◆ Input:
::::
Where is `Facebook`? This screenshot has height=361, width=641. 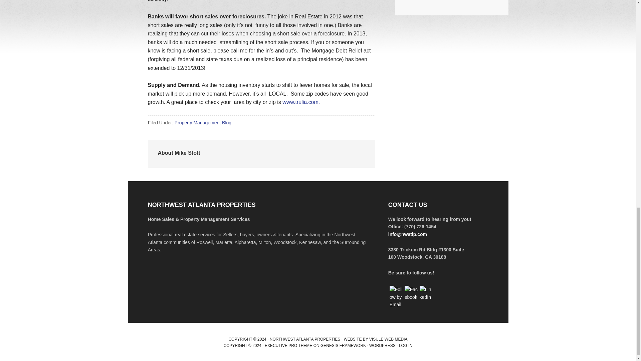
Facebook is located at coordinates (411, 293).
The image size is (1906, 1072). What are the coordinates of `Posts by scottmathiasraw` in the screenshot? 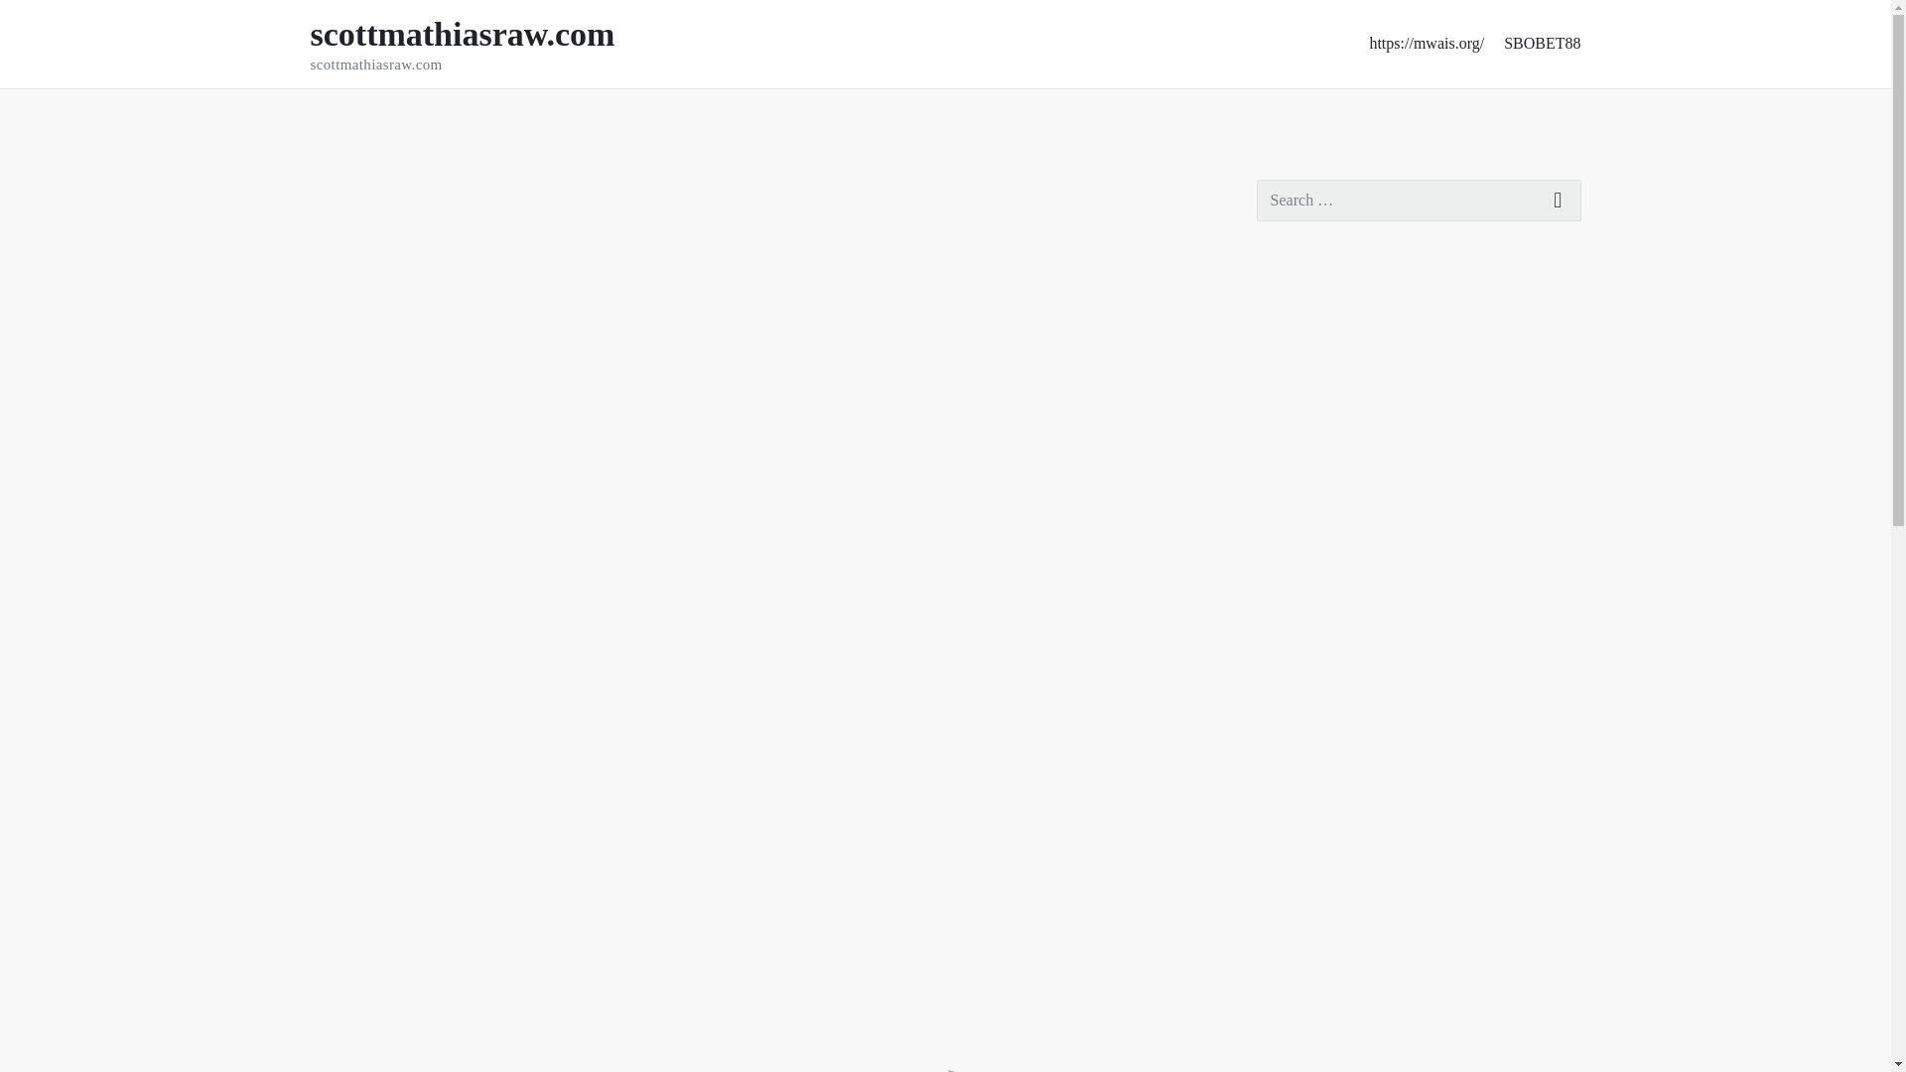 It's located at (465, 190).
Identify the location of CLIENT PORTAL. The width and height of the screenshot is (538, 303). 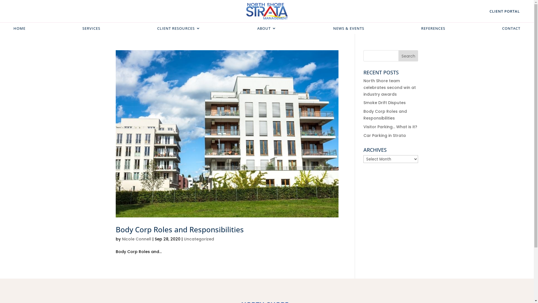
(502, 11).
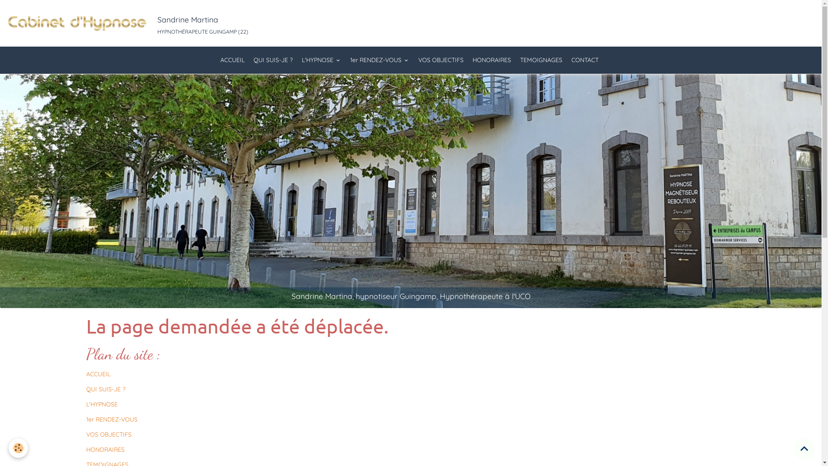  I want to click on TEMOIGNAGES, so click(541, 60).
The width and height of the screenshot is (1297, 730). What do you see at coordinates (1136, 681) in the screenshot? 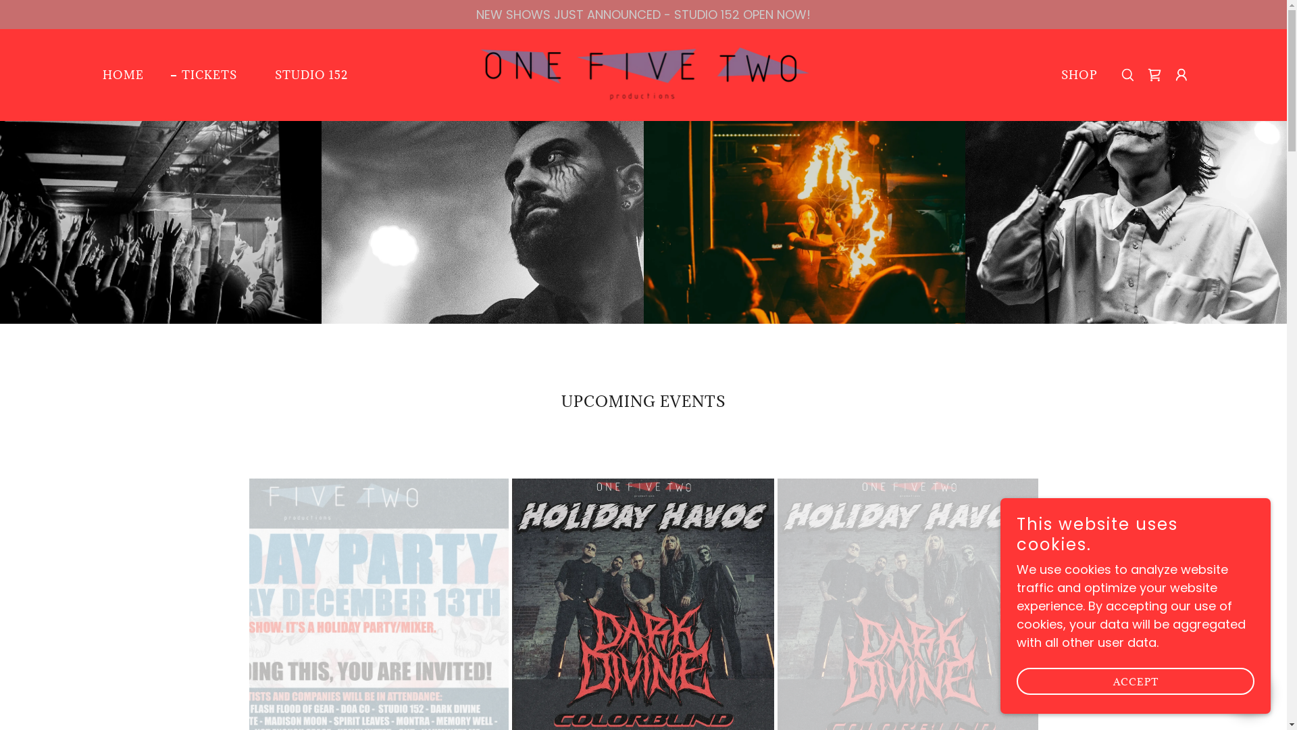
I see `ACCEPT` at bounding box center [1136, 681].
::::
Repeat word for word only the lines from the line holding "Identify the location" to the final line of the material, both included. Don't carry over any picture.

Identify the location of CLIENT PORTAL. The width and height of the screenshot is (538, 303). 
(502, 11).
  I want to click on TEMOIGNAGES, so click(541, 60).
The width and height of the screenshot is (1297, 730). What do you see at coordinates (1136, 681) in the screenshot? 
I see `ACCEPT` at bounding box center [1136, 681].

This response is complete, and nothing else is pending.